Clement’s bid to harness any upward mobility is being severely tested in the same manner Manning encountered – keeping key players fit and available.
Injuries are part and parcel of any football season – while what happened to Stacey and now Sargent is just desperate bad luck – but hard to escape the sense the volume of injuries is entwinned with endless fitness issues, which have been both publicly acknowledged by Ben Knapper and now subject to external audits to try and solve.
The quicker the better, but you fear any remedy is next season away.
3. Big and bold
Watching the towering Clement at the front of his technical area, barely a yard from the playing surface at Bramall Lane, was an education in itself.
Clement evokes memories of Paul Lambert in the energetic mannerisms, and the sense from afar he is kicking every ball with his players.
Substitute Forson was given both barrels when he took an eternity to get himself on the park for the stricken Sargent. You felt the icy blast as Forson bent down in front of Clement to tie his shoe laces, and attach his shin pads, to further delay his arrival at the end of a fraught first half.

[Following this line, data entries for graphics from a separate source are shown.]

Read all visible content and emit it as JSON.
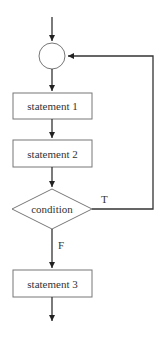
{
  "diagram": {
    "type": "flowchart",
    "nodes": [
      {
        "id": "junction",
        "shape": "circle",
        "label": ""
      },
      {
        "id": "s1",
        "shape": "rect",
        "label": "statement 1"
      },
      {
        "id": "s2",
        "shape": "rect",
        "label": "statement 2"
      },
      {
        "id": "cond",
        "shape": "diamond",
        "label": "condition"
      },
      {
        "id": "s3",
        "shape": "rect",
        "label": "statement 3"
      }
    ],
    "edges": [
      {
        "from": "entry",
        "to": "junction",
        "label": ""
      },
      {
        "from": "junction",
        "to": "s1",
        "label": ""
      },
      {
        "from": "s1",
        "to": "s2",
        "label": ""
      },
      {
        "from": "s2",
        "to": "cond",
        "label": ""
      },
      {
        "from": "cond",
        "to": "junction",
        "label": "T"
      },
      {
        "from": "cond",
        "to": "s3",
        "label": "F"
      },
      {
        "from": "s3",
        "to": "exit",
        "label": ""
      }
    ],
    "labels": {
      "statement1": "statement 1",
      "statement2": "statement 2",
      "condition": "condition",
      "statement3": "statement 3",
      "true_branch": "T",
      "false_branch": "F"
    }
  }
}
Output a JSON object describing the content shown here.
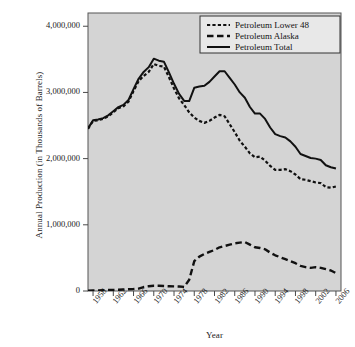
{
  "chart_data": {
    "type": "line",
    "title": "",
    "xlabel": "Year",
    "ylabel": "Annual Production (in Thousands of Barrels)",
    "xlim": [
      1957,
      2007
    ],
    "ylim": [
      0,
      4200000
    ],
    "grid": false,
    "legend_position": "top-right",
    "x_tick_labels": [
      "1958",
      "1962",
      "1966",
      "1970",
      "1974",
      "1978",
      "1982",
      "1986",
      "1990",
      "1994",
      "1998",
      "2002",
      "2006"
    ],
    "y_tick_labels": [
      "0",
      "1,000,000",
      "2,000,000",
      "3,000,000",
      "4,000,000"
    ],
    "y_tick_values": [
      0,
      1000000,
      2000000,
      3000000,
      4000000
    ],
    "x": [
      1957,
      1958,
      1959,
      1960,
      1961,
      1962,
      1963,
      1964,
      1965,
      1966,
      1967,
      1968,
      1969,
      1970,
      1971,
      1972,
      1973,
      1974,
      1975,
      1976,
      1977,
      1978,
      1979,
      1980,
      1981,
      1982,
      1983,
      1984,
      1985,
      1986,
      1987,
      1988,
      1989,
      1990,
      1991,
      1992,
      1993,
      1994,
      1995,
      1996,
      1997,
      1998,
      1999,
      2000,
      2001,
      2002,
      2003,
      2004,
      2005,
      2006
    ],
    "series": [
      {
        "name": "Petroleum Lower 48",
        "style": "dotted",
        "values": [
          2450000,
          2570000,
          2580000,
          2600000,
          2640000,
          2700000,
          2760000,
          2790000,
          2860000,
          3020000,
          3170000,
          3250000,
          3310000,
          3430000,
          3400000,
          3390000,
          3230000,
          3060000,
          2910000,
          2810000,
          2700000,
          2620000,
          2570000,
          2540000,
          2570000,
          2620000,
          2660000,
          2640000,
          2520000,
          2400000,
          2270000,
          2180000,
          2080000,
          2020000,
          2030000,
          1970000,
          1890000,
          1830000,
          1830000,
          1840000,
          1810000,
          1760000,
          1690000,
          1680000,
          1660000,
          1640000,
          1630000,
          1570000,
          1560000,
          1580000
        ]
      },
      {
        "name": "Petroleum Alaska",
        "style": "dashed",
        "values": [
          5000,
          8000,
          10000,
          12000,
          14000,
          16000,
          18000,
          22000,
          26000,
          30000,
          36000,
          60000,
          72000,
          80000,
          80000,
          75000,
          72000,
          70000,
          68000,
          62000,
          170000,
          450000,
          520000,
          560000,
          590000,
          620000,
          660000,
          680000,
          700000,
          720000,
          730000,
          740000,
          700000,
          660000,
          650000,
          630000,
          580000,
          540000,
          510000,
          480000,
          450000,
          420000,
          380000,
          360000,
          350000,
          360000,
          350000,
          330000,
          310000,
          270000
        ]
      },
      {
        "name": "Petroleum Total",
        "style": "solid",
        "values": [
          2455000,
          2578000,
          2590000,
          2612000,
          2654000,
          2716000,
          2778000,
          2812000,
          2886000,
          3050000,
          3206000,
          3310000,
          3382000,
          3510000,
          3480000,
          3465000,
          3302000,
          3130000,
          2978000,
          2872000,
          2870000,
          3070000,
          3090000,
          3100000,
          3160000,
          3240000,
          3320000,
          3320000,
          3220000,
          3120000,
          3000000,
          2920000,
          2780000,
          2680000,
          2680000,
          2600000,
          2470000,
          2370000,
          2340000,
          2320000,
          2260000,
          2180000,
          2070000,
          2040000,
          2010000,
          2000000,
          1980000,
          1900000,
          1870000,
          1850000
        ]
      }
    ],
    "legend": [
      {
        "label": "Petroleum Lower 48",
        "style": "dotted"
      },
      {
        "label": "Petroleum Alaska",
        "style": "dashed"
      },
      {
        "label": "Petroleum Total",
        "style": "solid"
      }
    ],
    "colors": {
      "line": "#111111",
      "plot_background": "#d4d4d4",
      "page_background": "#ffffff",
      "axis": "#4a4a4a"
    }
  }
}
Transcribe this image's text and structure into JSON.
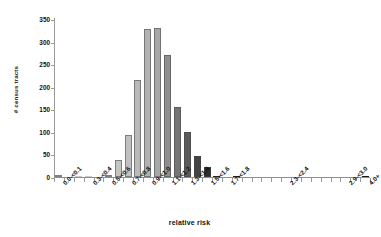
{
  "chart_data": {
    "type": "bar",
    "title": "",
    "subtitle": "",
    "xlabel": "relative risk",
    "ylabel": "# census tracts",
    "ylim": [
      0,
      350
    ],
    "yticks": [
      0,
      50,
      100,
      150,
      200,
      250,
      300,
      350
    ],
    "ytick_labels": [
      "0",
      "50",
      "100",
      "150",
      "200",
      "250",
      "300",
      "350"
    ],
    "grid": false,
    "legend": null,
    "legend_position": "none",
    "bar_gap_ratio": 0.28,
    "categories": [
      "0.0-<0.1",
      "0.1-<0.2",
      "0.2-<0.3",
      "0.3-<0.4",
      "0.4-<0.5",
      "0.5-<0.6",
      "0.6-<0.7",
      "0.7-<0.8",
      "0.8-<0.9",
      "0.9-<1.0",
      "1.0-<1.1",
      "1.1-<1.2",
      "1.2-<1.3",
      "1.3-<1.4",
      "1.4-<1.5",
      "1.5-<1.6",
      "1.6-<1.7",
      "1.7-<1.8",
      "1.8-<1.9",
      "1.9-<2.0",
      "2.0-<2.1",
      "2.1-<2.2",
      "2.2-<2.3",
      "2.3-<2.4",
      "2.4-<2.5",
      "2.5-<2.6",
      "2.6-<2.7",
      "2.7-<2.8",
      "2.8-<2.9",
      "2.9-<3.0",
      "3.0+",
      "4.0+"
    ],
    "values": [
      5,
      0,
      1,
      2,
      0,
      5,
      38,
      92,
      215,
      328,
      331,
      271,
      155,
      99,
      47,
      23,
      2,
      0,
      2,
      0,
      0,
      0,
      0,
      0,
      0,
      0,
      0,
      0,
      0,
      0,
      0,
      2
    ],
    "bar_colors": [
      "#c9c9c9",
      "#c9c9c9",
      "#c9c9c9",
      "#c9c9c9",
      "#c9c9c9",
      "#c6c6c6",
      "#c4c4c4",
      "#c0c0c0",
      "#b9b9b9",
      "#b2b2b2",
      "#a8a8a8",
      "#8f8f8f",
      "#757575",
      "#5a5a5a",
      "#434343",
      "#2e2e2e",
      "#242424",
      "#222222",
      "#202020",
      "#1e1e1e",
      "#1c1c1c",
      "#1c1c1c",
      "#1b1b1b",
      "#1a1a1a",
      "#1a1a1a",
      "#191919",
      "#191919",
      "#181818",
      "#181818",
      "#181818",
      "#171717",
      "#171717"
    ],
    "xtick_label_indices": [
      0,
      3,
      5,
      7,
      9,
      11,
      13,
      15,
      17,
      23,
      29,
      31
    ],
    "xtick_labels_shown": [
      "0.0-<0.1",
      "0.3-<0.4",
      "0.5-<0.6",
      "0.7-<0.8",
      "0.9-<1.0",
      "1.1-<1.2",
      "1.3-<1.4",
      "1.5-<1.6",
      "1.7-<1.8",
      "2.3-<2.4",
      "2.9-<3.0",
      "4.0+"
    ]
  }
}
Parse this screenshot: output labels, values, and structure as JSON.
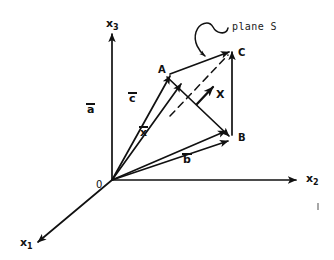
{
  "figure": {
    "kind": "vector-diagram",
    "stroke_color": "#111111",
    "background_color": "#ffffff",
    "axes": [
      {
        "name": "x1",
        "base": "x",
        "subscript": "1",
        "x": 20,
        "y": 237
      },
      {
        "name": "x2",
        "base": "x",
        "subscript": "2",
        "x": 306,
        "y": 173
      },
      {
        "name": "x3",
        "base": "x",
        "subscript": "3",
        "x": 106,
        "y": 18
      }
    ],
    "points": [
      {
        "name": "A",
        "label": "A",
        "x": 158,
        "y": 65
      },
      {
        "name": "B",
        "label": "B",
        "x": 238,
        "y": 133
      },
      {
        "name": "C",
        "label": "C",
        "x": 238,
        "y": 48
      },
      {
        "name": "O",
        "label": "0",
        "x": 96,
        "y": 180
      }
    ],
    "vectors": [
      {
        "name": "a",
        "label": "a",
        "overbar": true,
        "x": 87,
        "y": 103
      },
      {
        "name": "c",
        "label": "c",
        "overbar": true,
        "x": 129,
        "y": 92
      },
      {
        "name": "x",
        "label": "x",
        "overbar": true,
        "x": 140,
        "y": 126
      },
      {
        "name": "b",
        "label": "b",
        "overbar": true,
        "x": 183,
        "y": 153
      }
    ],
    "markers": [
      {
        "name": "X",
        "label": "X",
        "x": 216,
        "y": 89
      }
    ],
    "annotations": [
      {
        "name": "plane-s",
        "label": "plane S",
        "x": 232,
        "y": 22
      }
    ]
  }
}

When Wilder appeared to be appealing to the fourth official for a City yellow card, Clement had his right of reply within ear shot.

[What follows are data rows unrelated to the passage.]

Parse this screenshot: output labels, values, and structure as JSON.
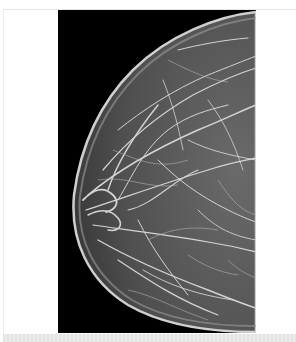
{
  "image": {
    "subject": "mammogram",
    "description": "Grayscale mammogram showing breast tissue profile against a black background",
    "colors": {
      "background": "#ffffff",
      "viewer_background": "#000000",
      "tissue_base": "#5a5a5a",
      "tissue_highlight": "#d8d8d8",
      "bottom_strip": "#e8e8e8"
    }
  }
}
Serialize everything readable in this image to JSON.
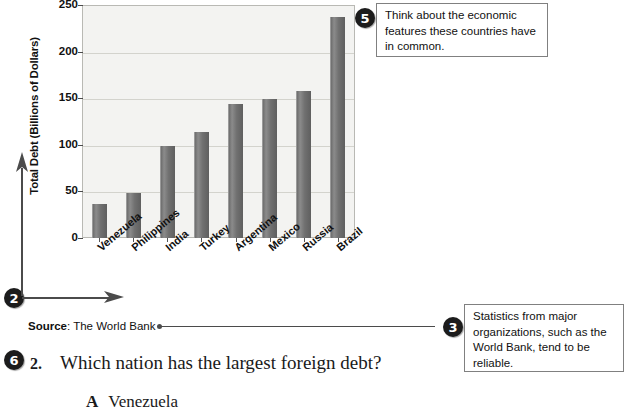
{
  "chart_data": {
    "type": "bar",
    "title": "",
    "xlabel": "",
    "ylabel": "Total Debt (Billions of Dollars)",
    "categories": [
      "Venezuela",
      "Philippines",
      "India",
      "Turkey",
      "Argentina",
      "Mexico",
      "Russia",
      "Brazil"
    ],
    "values": [
      37,
      48,
      99,
      114,
      144,
      149,
      158,
      237
    ],
    "yticks": [
      0,
      50,
      100,
      150,
      200,
      250
    ],
    "ylim": [
      0,
      250
    ],
    "grid": true,
    "legend": "none",
    "bar_color": "#6f6f6f",
    "plot_background": "#f3f3f1"
  },
  "source": {
    "label": "Source",
    "separator": ":",
    "value": "The World Bank"
  },
  "callouts": [
    {
      "number": "5",
      "text": "Think about the economic features these countries have in common."
    },
    {
      "number": "3",
      "text": "Statistics from major organizations, such as the World Bank, tend to be reliable."
    }
  ],
  "markers": {
    "axes_marker": "2",
    "question_marker": "6"
  },
  "question": {
    "number": "2.",
    "text": "Which nation has the largest foreign debt?",
    "answers": [
      {
        "letter": "A",
        "text": "Venezuela"
      }
    ]
  }
}
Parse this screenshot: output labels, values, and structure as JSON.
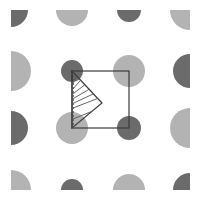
{
  "diagram": {
    "colors": {
      "background": "#ffffff",
      "dark_atom": "#6b6b6b",
      "light_atom": "#b3b3b3",
      "line": "#3a3a3a",
      "hatch": "#555555"
    },
    "clip": {
      "x": 11,
      "y": 10,
      "width": 179,
      "height": 180
    },
    "lattice": {
      "columns_x": [
        11,
        72,
        129,
        190
      ],
      "rows_y": [
        10,
        71,
        128,
        190
      ],
      "atoms": [
        {
          "row": 0,
          "col": 0,
          "type": "dark",
          "r": 17
        },
        {
          "row": 0,
          "col": 1,
          "type": "light",
          "r": 16
        },
        {
          "row": 0,
          "col": 2,
          "type": "dark",
          "r": 12
        },
        {
          "row": 0,
          "col": 3,
          "type": "light",
          "r": 20
        },
        {
          "row": 1,
          "col": 0,
          "type": "light",
          "r": 20
        },
        {
          "row": 1,
          "col": 1,
          "type": "dark",
          "r": 11
        },
        {
          "row": 1,
          "col": 2,
          "type": "light",
          "r": 16
        },
        {
          "row": 1,
          "col": 3,
          "type": "dark",
          "r": 17
        },
        {
          "row": 2,
          "col": 0,
          "type": "dark",
          "r": 17
        },
        {
          "row": 2,
          "col": 1,
          "type": "light",
          "r": 16
        },
        {
          "row": 2,
          "col": 2,
          "type": "dark",
          "r": 12
        },
        {
          "row": 2,
          "col": 3,
          "type": "light",
          "r": 20
        },
        {
          "row": 3,
          "col": 0,
          "type": "light",
          "r": 20
        },
        {
          "row": 3,
          "col": 1,
          "type": "dark",
          "r": 11
        },
        {
          "row": 3,
          "col": 2,
          "type": "light",
          "r": 16
        },
        {
          "row": 3,
          "col": 3,
          "type": "dark",
          "r": 17
        }
      ]
    },
    "unit_cell": {
      "x1": 72,
      "y1": 71,
      "x2": 129,
      "y2": 128
    },
    "wedge": {
      "points": [
        [
          72,
          71
        ],
        [
          102,
          103
        ],
        [
          72,
          128
        ]
      ],
      "hatch_count": 6
    }
  }
}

Late on, there was paternal arm around the shoulder for Matej Jurasek, as the attacking reinforcements kept coming in that second half.
Replacements for Sargent and McLean may have been unplanned but Anis Ben Slimane, Errol Mundle-Smith and finally the Czechia international were all introduced by Clement as the City boss looked to try and claim three points. It was bold, it was proactive and it cuts to the heart of how he wants Norwich to punch their way out of Championship relegation trouble.

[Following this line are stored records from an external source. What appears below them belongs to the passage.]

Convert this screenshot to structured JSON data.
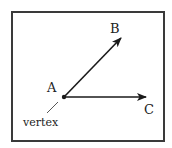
{
  "diagram": {
    "type": "angle",
    "frame": {
      "stroke": "#3a3a3a"
    },
    "points": {
      "A": {
        "label": "A",
        "x": 64,
        "y": 97,
        "label_x": 47,
        "label_y": 92
      },
      "B": {
        "label": "B",
        "x": 122,
        "y": 37,
        "label_x": 110,
        "label_y": 33
      },
      "C": {
        "label": "C",
        "x": 147,
        "y": 97,
        "label_x": 144,
        "label_y": 114
      }
    },
    "rays": [
      {
        "name": "ray-AB",
        "from": "A",
        "to": "B"
      },
      {
        "name": "ray-AC",
        "from": "A",
        "to": "C"
      }
    ],
    "annotation": {
      "text": "vertex",
      "x": 23,
      "y": 126,
      "pointer": {
        "x1": 47,
        "y1": 113,
        "x2": 58,
        "y2": 102
      }
    },
    "colors": {
      "line": "#1a1a1a",
      "text": "#222222"
    }
  }
}
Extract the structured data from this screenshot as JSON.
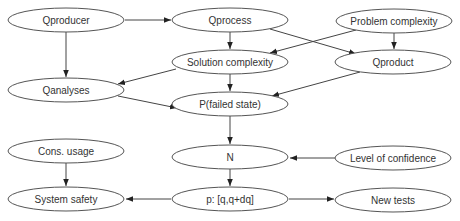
{
  "diagram": {
    "type": "directed-graph",
    "nodes": [
      {
        "id": "qproducer",
        "label": "Qproducer",
        "cx": 66,
        "cy": 20
      },
      {
        "id": "qprocess",
        "label": "Qprocess",
        "cx": 230,
        "cy": 20
      },
      {
        "id": "problem_complexity",
        "label": "Problem complexity",
        "cx": 394,
        "cy": 21
      },
      {
        "id": "solution_complexity",
        "label": "Solution complexity",
        "cx": 230,
        "cy": 62
      },
      {
        "id": "qproduct",
        "label": "Qproduct",
        "cx": 393,
        "cy": 62
      },
      {
        "id": "qanalyses",
        "label": "Qanalyses",
        "cx": 66,
        "cy": 90
      },
      {
        "id": "p_failed_state",
        "label": "P(failed state)",
        "cx": 230,
        "cy": 104
      },
      {
        "id": "n",
        "label": "N",
        "cx": 230,
        "cy": 157
      },
      {
        "id": "level_of_confidence",
        "label": "Level of confidence",
        "cx": 393,
        "cy": 158
      },
      {
        "id": "cons_usage",
        "label": "Cons. usage",
        "cx": 66,
        "cy": 151
      },
      {
        "id": "system_safety",
        "label": "System safety",
        "cx": 66,
        "cy": 199
      },
      {
        "id": "p_interval",
        "label": "p: [q,q+dq]",
        "cx": 230,
        "cy": 199
      },
      {
        "id": "new_tests",
        "label": "New tests",
        "cx": 393,
        "cy": 200
      }
    ],
    "edges": [
      {
        "from": "qproducer",
        "to": "qprocess"
      },
      {
        "from": "qproducer",
        "to": "qanalyses"
      },
      {
        "from": "qprocess",
        "to": "solution_complexity"
      },
      {
        "from": "qprocess",
        "to": "qproduct"
      },
      {
        "from": "problem_complexity",
        "to": "solution_complexity"
      },
      {
        "from": "problem_complexity",
        "to": "qproduct"
      },
      {
        "from": "solution_complexity",
        "to": "qanalyses"
      },
      {
        "from": "solution_complexity",
        "to": "p_failed_state"
      },
      {
        "from": "qanalyses",
        "to": "p_failed_state"
      },
      {
        "from": "qproduct",
        "to": "p_failed_state"
      },
      {
        "from": "p_failed_state",
        "to": "n"
      },
      {
        "from": "level_of_confidence",
        "to": "n"
      },
      {
        "from": "n",
        "to": "p_interval"
      },
      {
        "from": "cons_usage",
        "to": "system_safety"
      },
      {
        "from": "p_interval",
        "to": "system_safety"
      },
      {
        "from": "p_interval",
        "to": "new_tests"
      }
    ]
  }
}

Those points gaps to the clubs directly above them may fluctuate with alarmingly frequency every match cycle, but Clement is chasing the process, not results. He has spoken liberally about imploring his players to make the right decisions and stick to the plan. But the plan is set from the head coach.
There is an ambition to how Norwich have attacked survival since his recent arrival that may not have paid off at Watford, or got the job done at Carrow Road against Oxford, but it is refreshing and the hope is over the long run for home beyond a busy festive spell it pays off.
The final minutes at Bramall Lane swung wildly from one end to the other. There was no grim defensive rearguard seen too often this season of struggle. Whatever happens from here it will be front foot, forward.
4. Wright audition
A big night for Jacob Wright deployed in that nominal number 10 position behind Sargent from the start. ‘Nominal’ because the 20-year-old appeared to have the licence to both get himself into advanced positions but also drop deeper into central midfield to show for his centre backs, and bring his full backs into play.
Four minutes on the clock and he showed for a Makama cutback to whip a strike just past Michael Cooper’s far post. There was the quality set piece delivery you would expect from a youngster schooled under Pep Guardiola; one gorgeous inswinging corner met by McLean who had drifted to the near post but headed over.
But it was his work out of possession which was perhaps more eye catching in the context of Clement’s recent comments about his ability to wrap the defensive side around the technical proficiency.
He pressed alongside Sargent with an urgency in a forward two, and his persistence in the 18th minute retrieved a ball from the byline that ended with Sargent’s bicycle kick headed off his line by Danny Ings.
He ticked every box in that opening 45. But when McLean failed to re-amerge after the interval he was shunted back in alongside Pelle Mattsson in a central two, with Emi Marcondes introduced. But there was much to like in the experiment.
Clement tried Wright in that more advanced role in a second half cameo at home to Oxford. But a start in the less forgiving surroundings of Bramall Lane marked a tougher test. One he passed. If there is a vacancy in the middle of Clement’s attacking midfield, then Wright appears to be in the equation.